Moulton was the populariser of disco, who codified the innovations of others. Witnessing for himself the impact of the cross-turntable ‘instant mix’, he realised that there would be commercial potential in supplying ready-made extensions of hot dance
cuts for those without the skill or the equipment to mimic Grasso’s dexterity. Increasing numbers of dance singles now coupled vocal and instrumental versions of the same song. Using his home studio, Moulton would literally splice together elements of the two on tape, and then supply these to other DJs. By 1975, he had taken to pressing his ‘disco mixes’ on twelve-inch records, rightly assuming that the humble seven-inch single wouldn’t be capable of encompassing such epics. As they were only available by subscription from Moulton, and weren’t on sale to the public, he did not have to worry about obtaining the approval of artists or producers. In any case, his twelve-inch mixes were so popular with dancers that they undoubtedly stimulated sales of the original records. The logical step was to give the dancing public what it wanted, and sell his mixes commercially. BT Express’s 1974 hit ‘Do It (Till You’re Satisfied)’ was one of the first – seven-inch only, still, but with the heightened bass and extended percussive breaks that fuelled his club mixes.
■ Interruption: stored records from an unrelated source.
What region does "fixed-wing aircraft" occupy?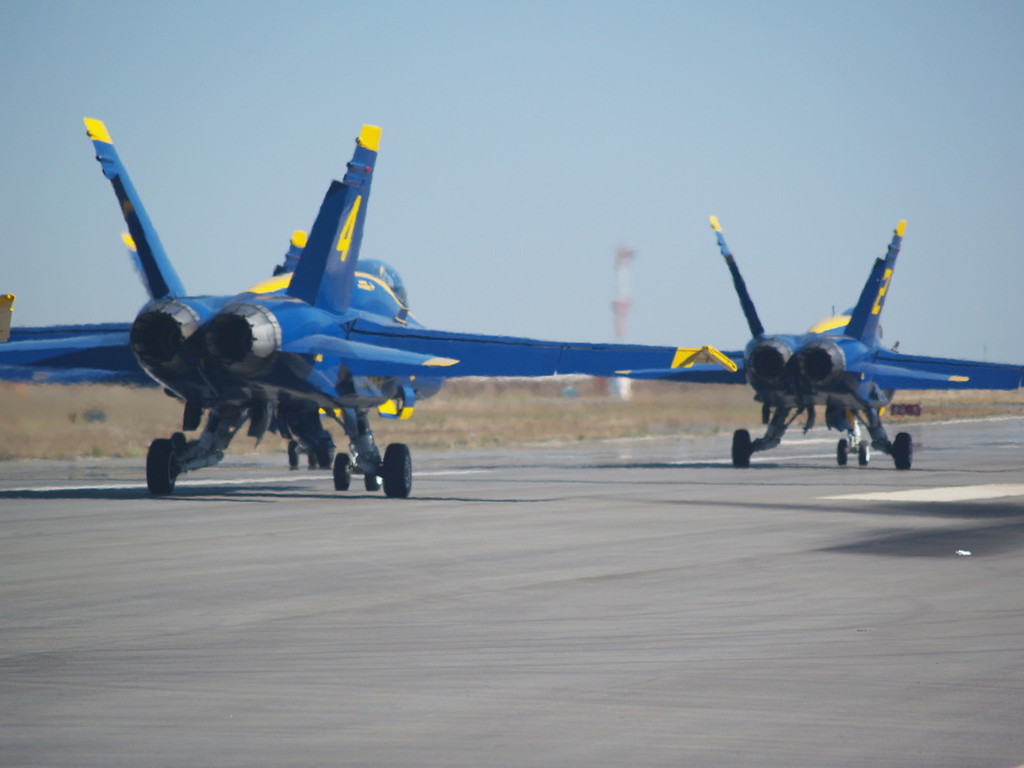
614/218/1023/470.
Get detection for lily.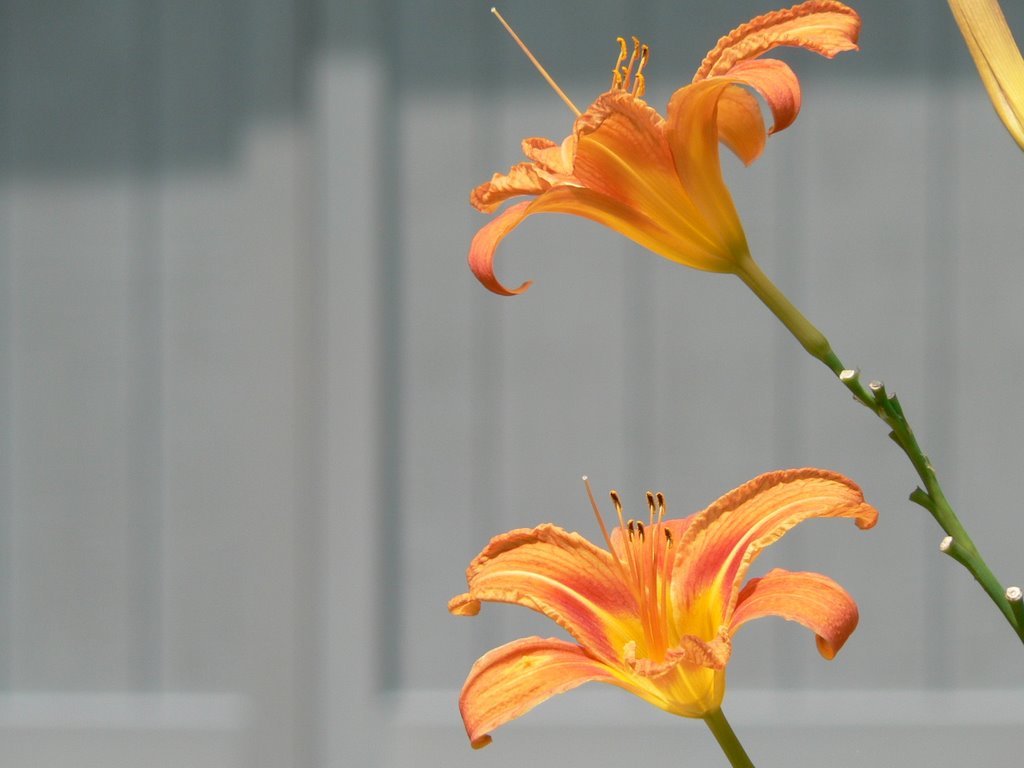
Detection: box(466, 0, 869, 303).
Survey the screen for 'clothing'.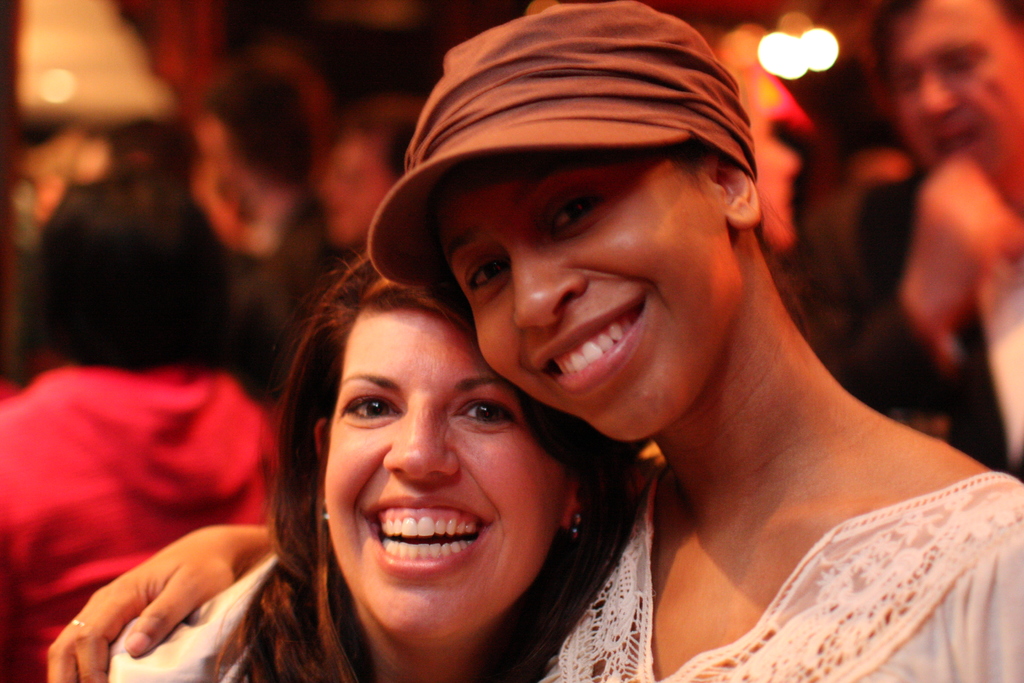
Survey found: <region>532, 470, 1023, 682</region>.
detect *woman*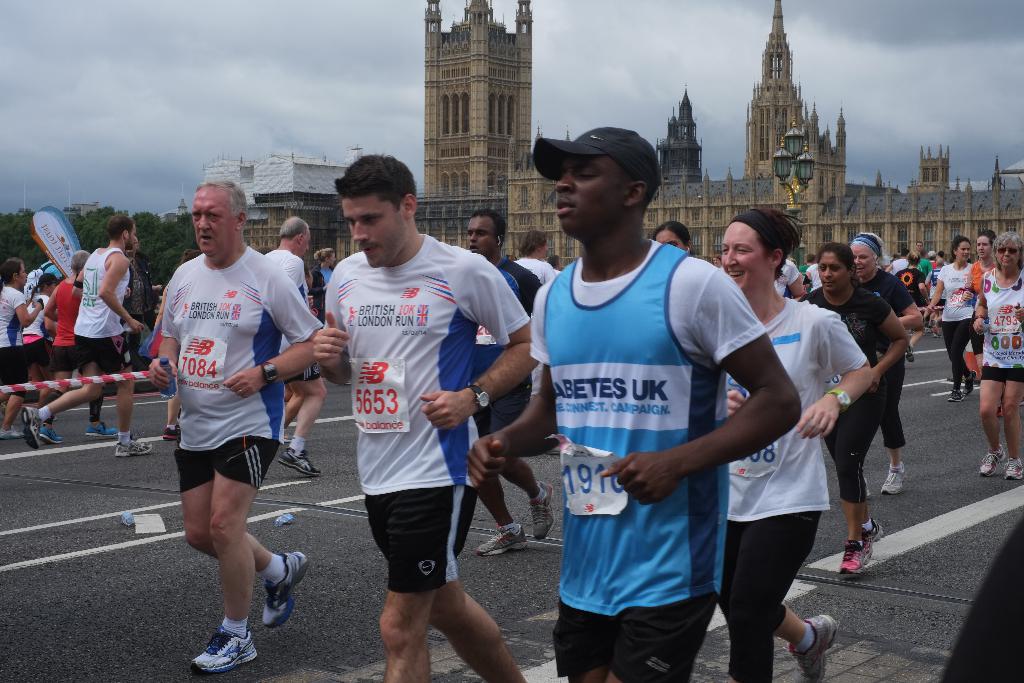
650,218,693,267
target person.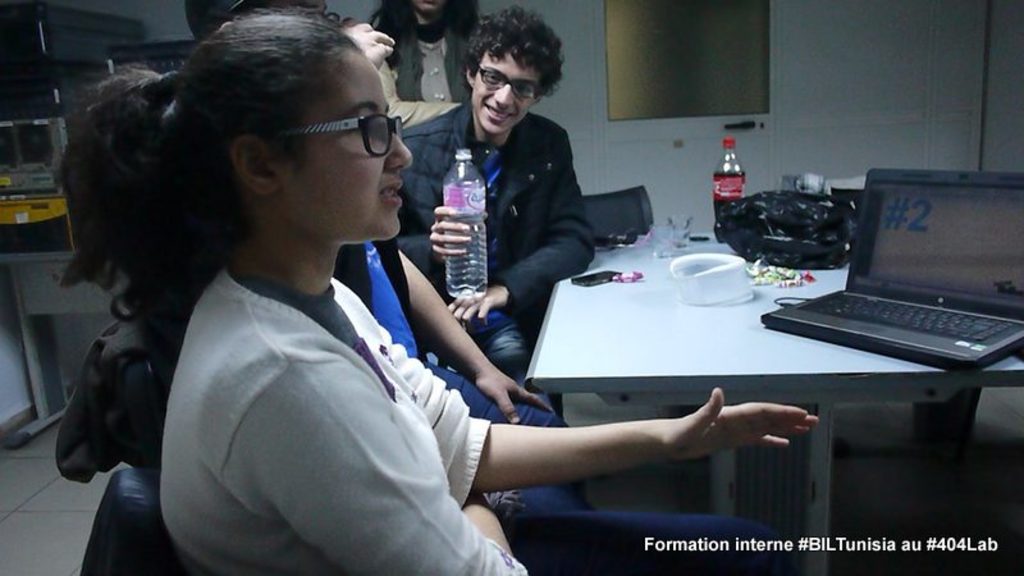
Target region: x1=390 y1=0 x2=604 y2=410.
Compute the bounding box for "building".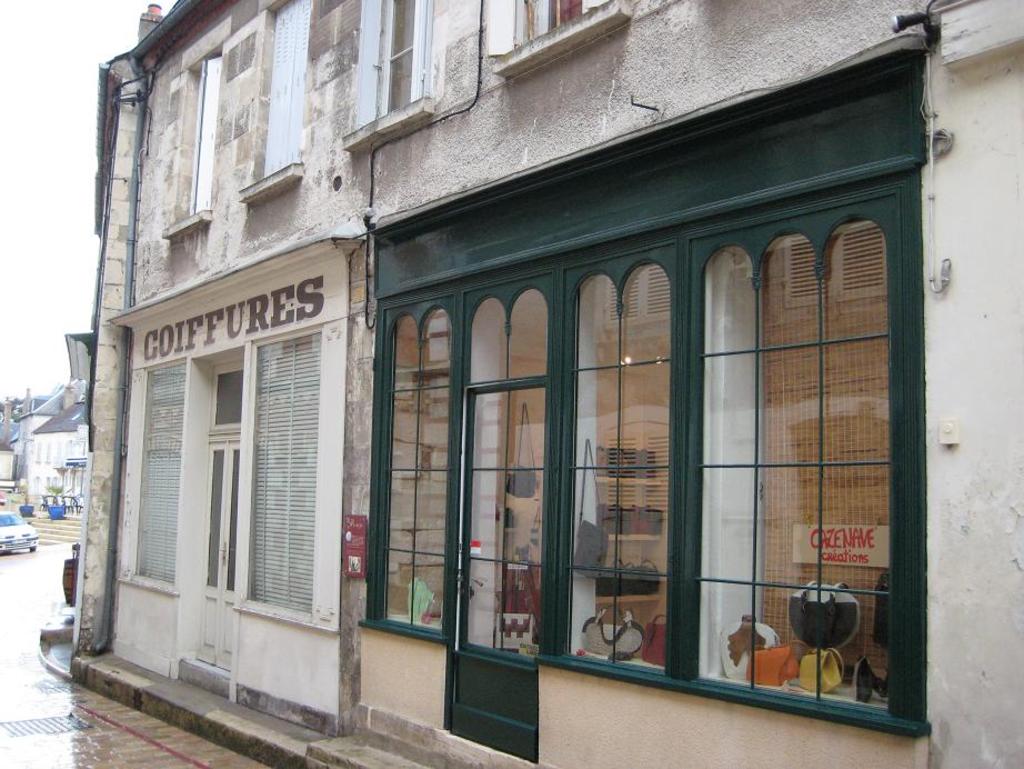
x1=66, y1=0, x2=1023, y2=768.
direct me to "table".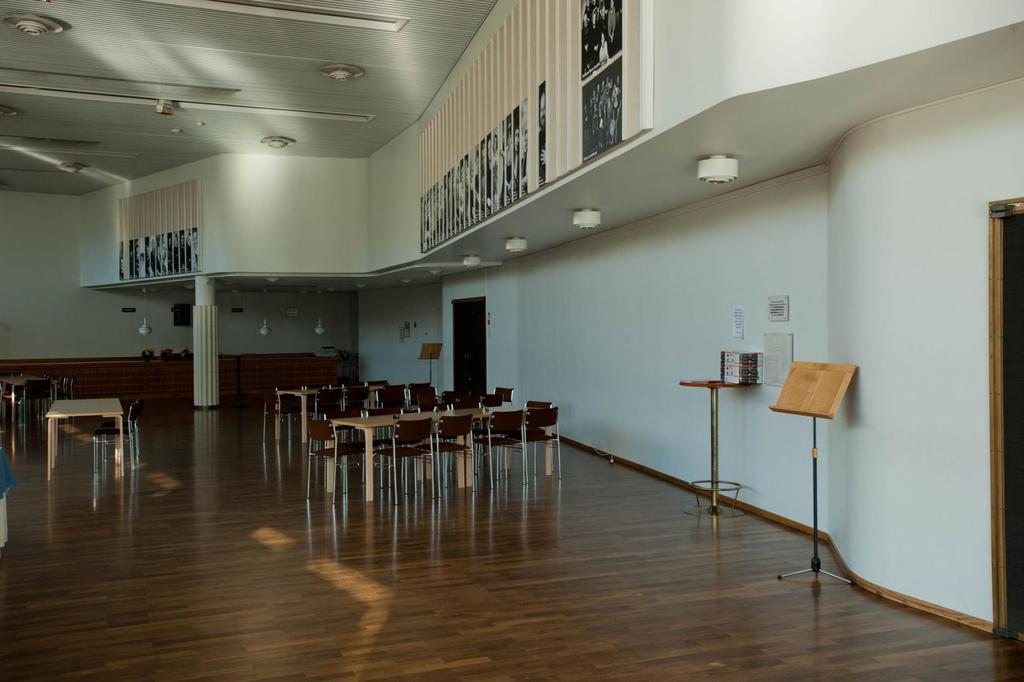
Direction: Rect(46, 399, 125, 478).
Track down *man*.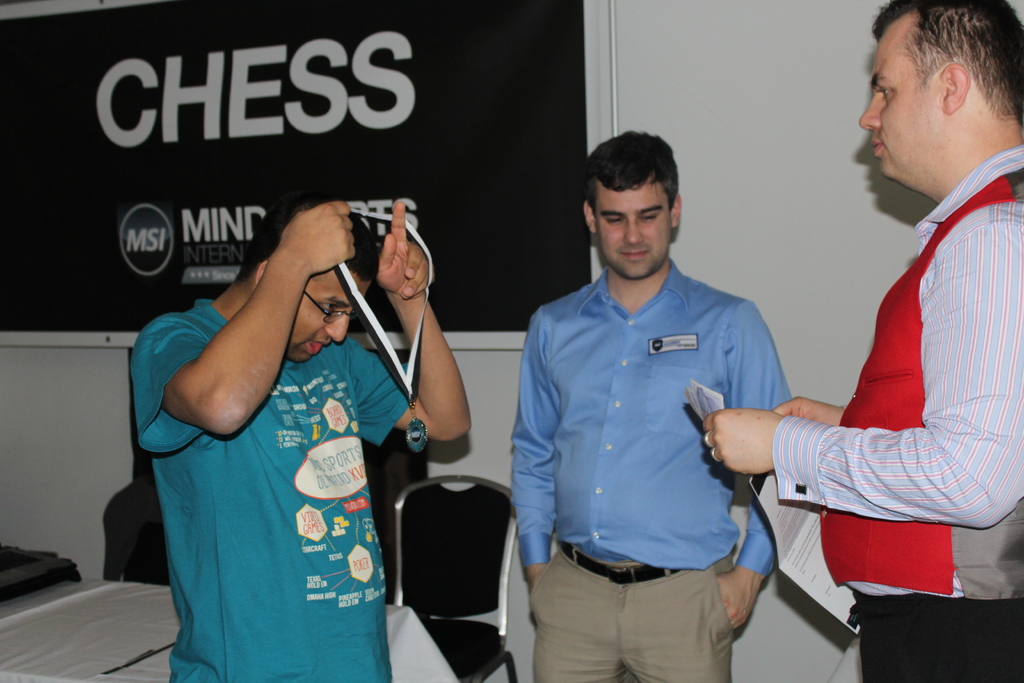
Tracked to BBox(515, 107, 822, 679).
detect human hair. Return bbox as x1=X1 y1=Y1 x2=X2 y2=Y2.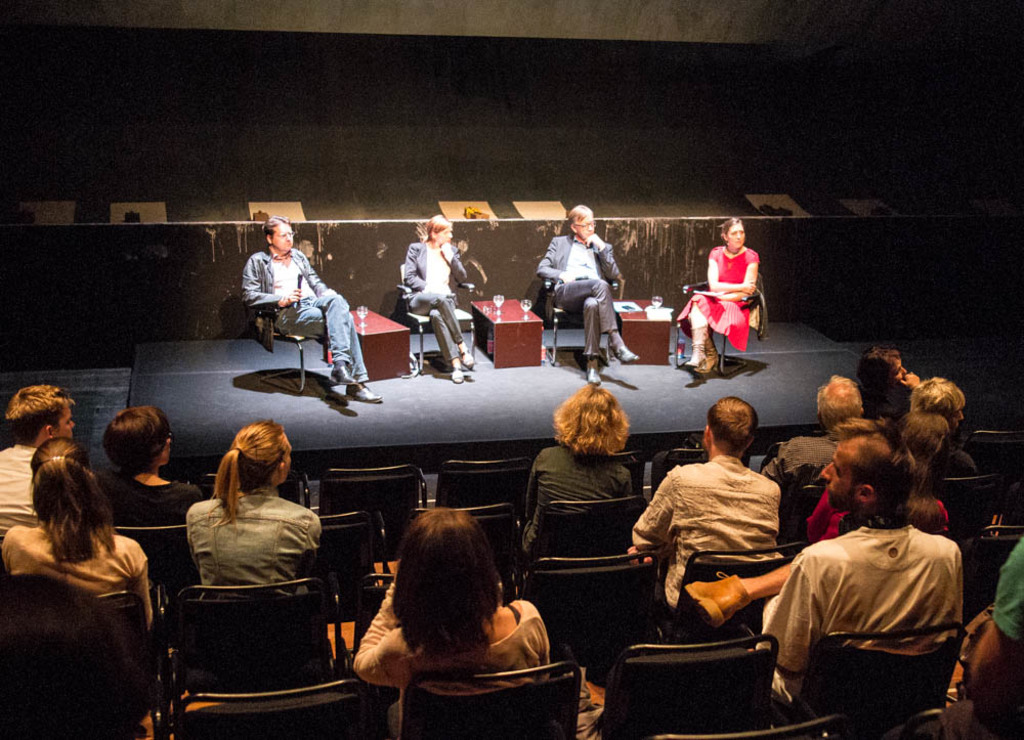
x1=99 y1=404 x2=173 y2=467.
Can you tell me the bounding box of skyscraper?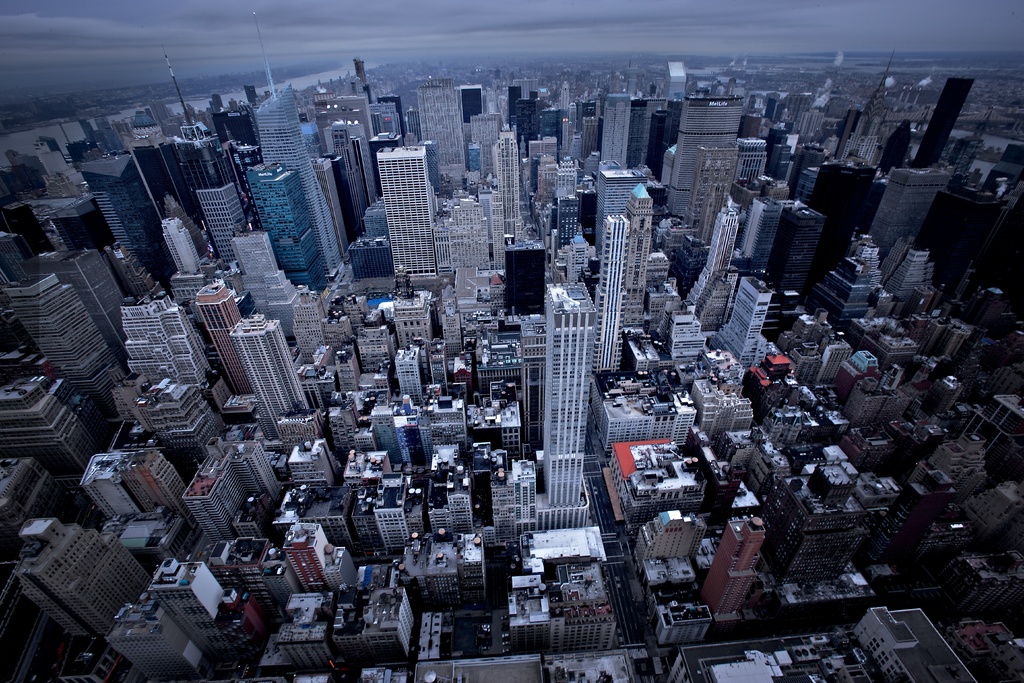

Only two years later did another DJ, Walter Gibbons, provide what was subtly described as ‘Disco blending’ on a twelve-inch, nine-minute mix of Double Exposure’s ‘Ten Per Cent’, the first LP-sized single ever to reach the shops. By then, Moulton had already provided DJs with the ultimate disco experience: an entire LP side by Gloria Gaynor (Never Can Say Goodbye, in 1975), arranged and mixed to provide eighteen minutes of dancing in exactly the same tempo.fn1
Grasso, Moulton, Gibbons: these were professional manipulators of sound, demonstrating their craft to the predominantly white clientele of dance clubs in Manhattan. A few miles away, in the cash-starved, brutally ‘regenerated’ streets and high-rises of the Bronx, the nightclub was an abandoned space or the basement of an apartment building, and the entertainment was a young black or Latino male with a sound system and a bundle of records. Sometimes the equipment would have been lifted from a community hall. Sometimes the DJ would divert the city’s electricity into his own jerry-built amplification. Like rival sound systems in Jamaica, two aspiring sound-meisters would spar across a crowded dance floor, each trying to outdo the other with volume and bass vibrations, covering up their latest discoveries like the DJs of ska and Northern soul legend.